In what is being hailed as one of the largest prayer initiatives in Ireland in 40 years, tens of thousands of Catholics flocked to over 270 locations along the coast of Ireland on Sunday to pray the Rosary in order to prevent the legalization of abortion and to restore the faith to what was once the most Catholic nation on earth.
According to George J. Galloway, writing for Catholic World Report, the Feast of Christ the King was the day chosen to pray for the preservation of the faith and for the defense of life against a planned 2018 referendum which will decide if the country’s Eighth Amendment, which gives an unborn child a right to life equal to that of its mother and thus outlaws abortion, should be repealed.
Organizers originally hoped to establish 53 locations of prayer around the coast but quickly amassed an army of prayer warriors in more than 270 cities, towns and villages.
“And so they came,” Galloway writes. “Despite the cold and damp and drops of patchy drizzle, the faithful came out to the coasts of the Irish Island.
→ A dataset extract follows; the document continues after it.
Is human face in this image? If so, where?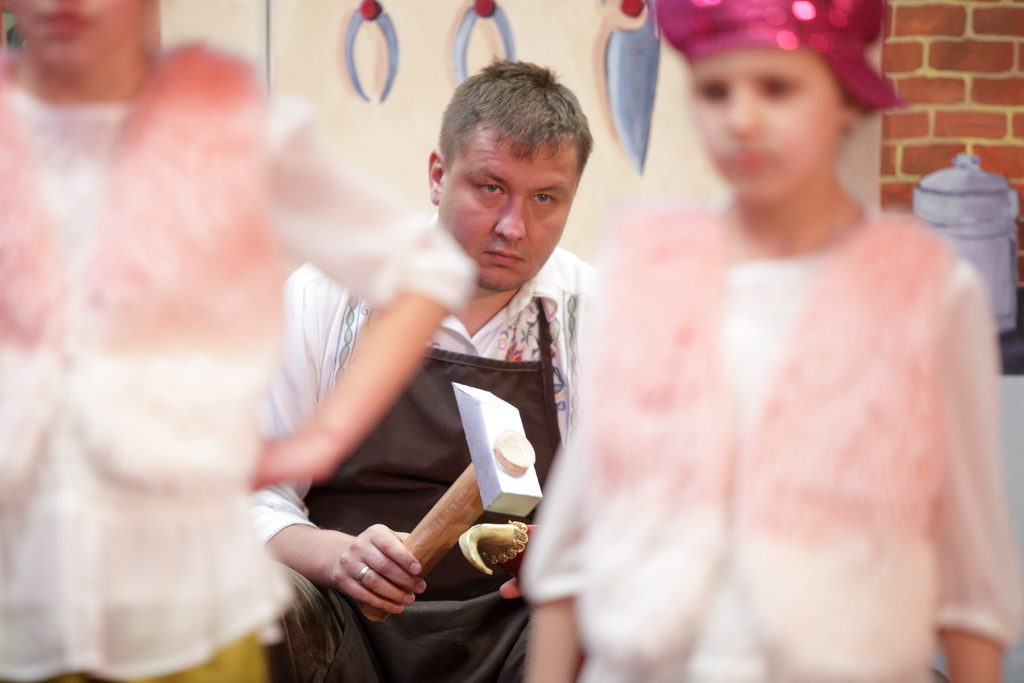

I mean all of it. They braved the stinging winds off the North Atlantic Ocean in tiny villages like Clonbara, Falcarragh, in Donegal. Standing or kneeling on beaches and strands they stubbornly faced Dingle Bay, the Celtic Sea, St. George’s Channel, the North Channel, and the Irish Sea. Determined faces all with one purpose. To stem the tide of abortion in what used to be the most Catholic country in the world.”
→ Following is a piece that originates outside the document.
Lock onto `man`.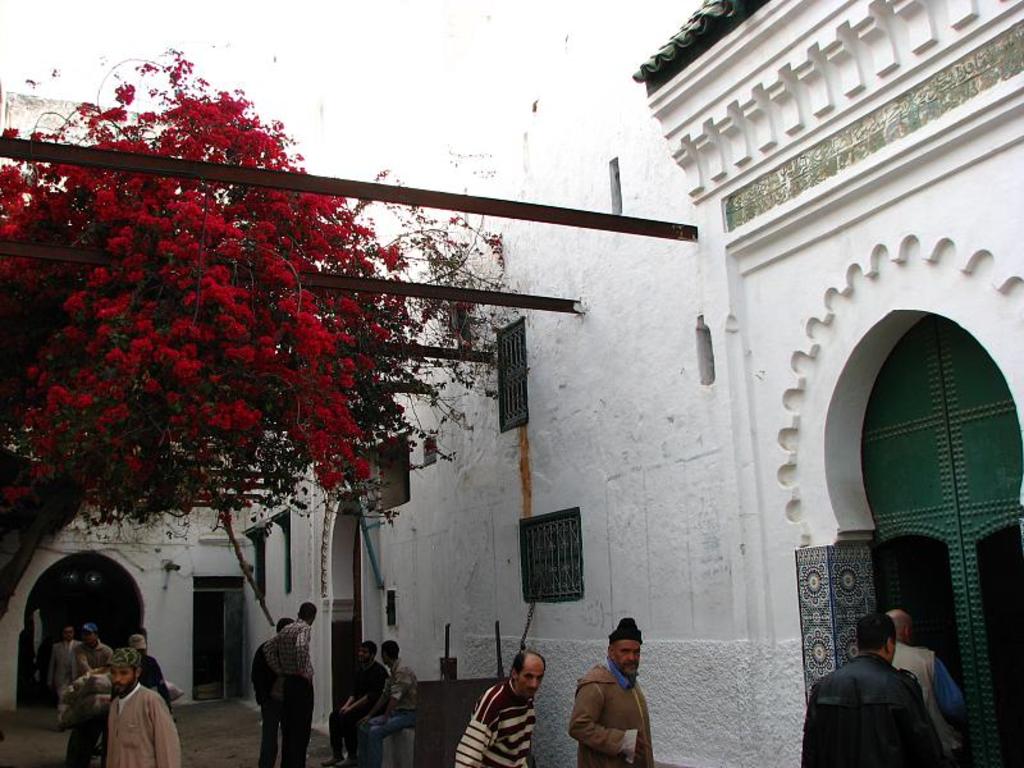
Locked: <region>457, 649, 545, 767</region>.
According to the organizers, they came “asking God for the miracle of the protection of Life and the preservation of Faith” on a day that was very deliberately chosen.
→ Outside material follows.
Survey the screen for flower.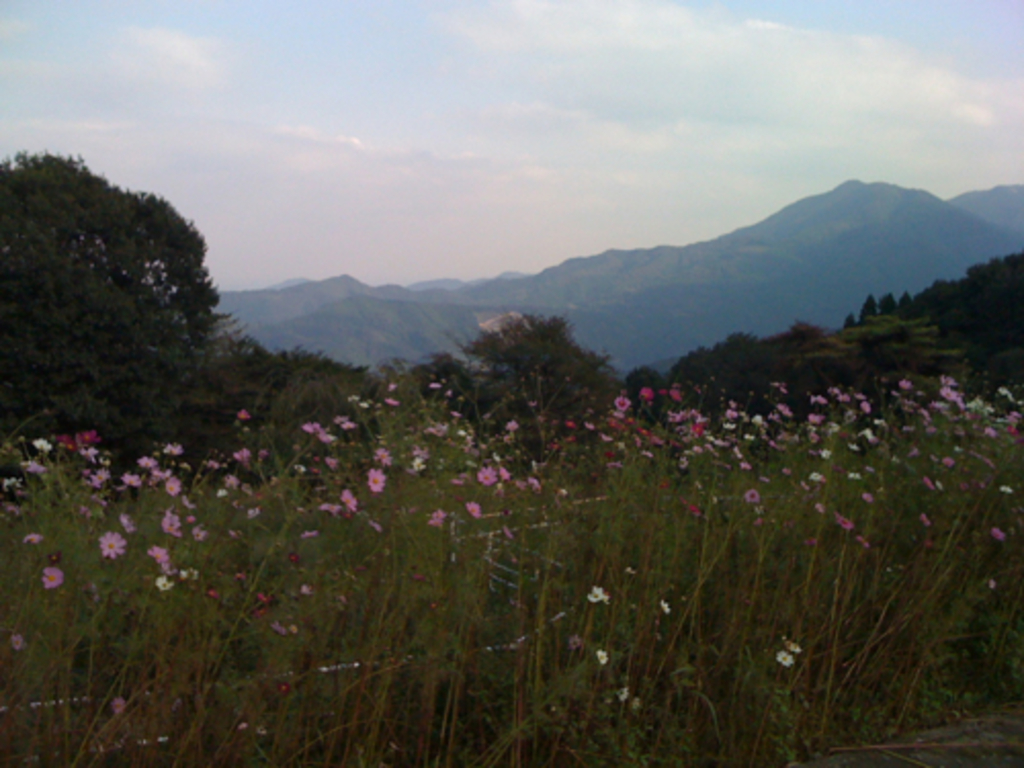
Survey found: [500,459,510,477].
“Ireland was the first country in the world to be consecrated to Christ the King,” the organizers explain. “This solemn consecration was declared in the 1940’s. The feast is extremely important. Acknowledging Christ as King has relevance for the spiritual, social, cultural, legal and political life of Ireland.”
Many believe prayer is the only way to save the country from the encroachment of the godless secularism being pushed upon the populace by the media.
The result has left the faith plummeting to new lows. This has caused a new hunger among the population similar to that of the Great Hunger caused by the potato famine of 1945-49, only this time it’s spiritual.
“Yes, there is another kind of famine plaguing Ireland today. It is one wrought by the sins of man and not the soil. Like almost all western countries, Ireland has bought into a materialistic, self-absorbed, hedonistic form of secularism. Where the highest good in human existence is characterized and fantasized by a corrupted form of self-realization. Instead of exporting or giving and sanctifying and sacrificing to the world her innate spirituality, Ireland is now importing the modern creed of ‘what’s in it for me?’” Galloway writes.
But the faithful are not about to lose heart and are more than ready to pick up their “weapons” and fight back.
“We don’t have the media, but … We have guardian angels. We have Our Lady. We have our prayers,” said Kathy Sinnott, one of the organizers of the Rosary on the Coast who is also EWTN’s Celtic Connections radio show host.
“Long before the media was invented, when you wanted something, you prayed. We’re going over [the media’s] heads. We’re going with our mother, our Queen, the Immaculate Heart of Mary and she’s taking us to Jesus Christ the King. And we’re going to ask for those miracles and we’re going to trust that we’re being heard.”
As a woman named Normal Cahill Morrison commented on the campaign’s Facebook page, “this is the sword given to us … we must use it!”
In their book, The Rosary: Your Weapon for Spiritual Warfare, Johnnette Benkovic and Thomas K. Sullivan remind us of a little-known passage from the works of Father Emil Neubert, a leading Mariologist of the twentieth century in which he tells us how to understand Christ’s admonition that “without me you can do nothing”.
“To the feeling of your powerlessness without Christ you must join the conviction of your omnipotence with Christ.”
In other words, when we are feeling overwhelmed by the strength and cunning of our enemy, we must remind ourselves of the far greater power that is within us.
“The faithful of Poland recognize this,” Galloway writes. “Is this Ireland’s last chance at redemption? Is it ours in America?”
He adds: “Perhaps it’s time to think about our own rosary on the coasts of America. Only, instead of facing the sea we should turn around and look inward at ourselves and our families and our homes. Let’s replicate what the Poles and the Irish have done. Let’s bend a knee to Christ the King.”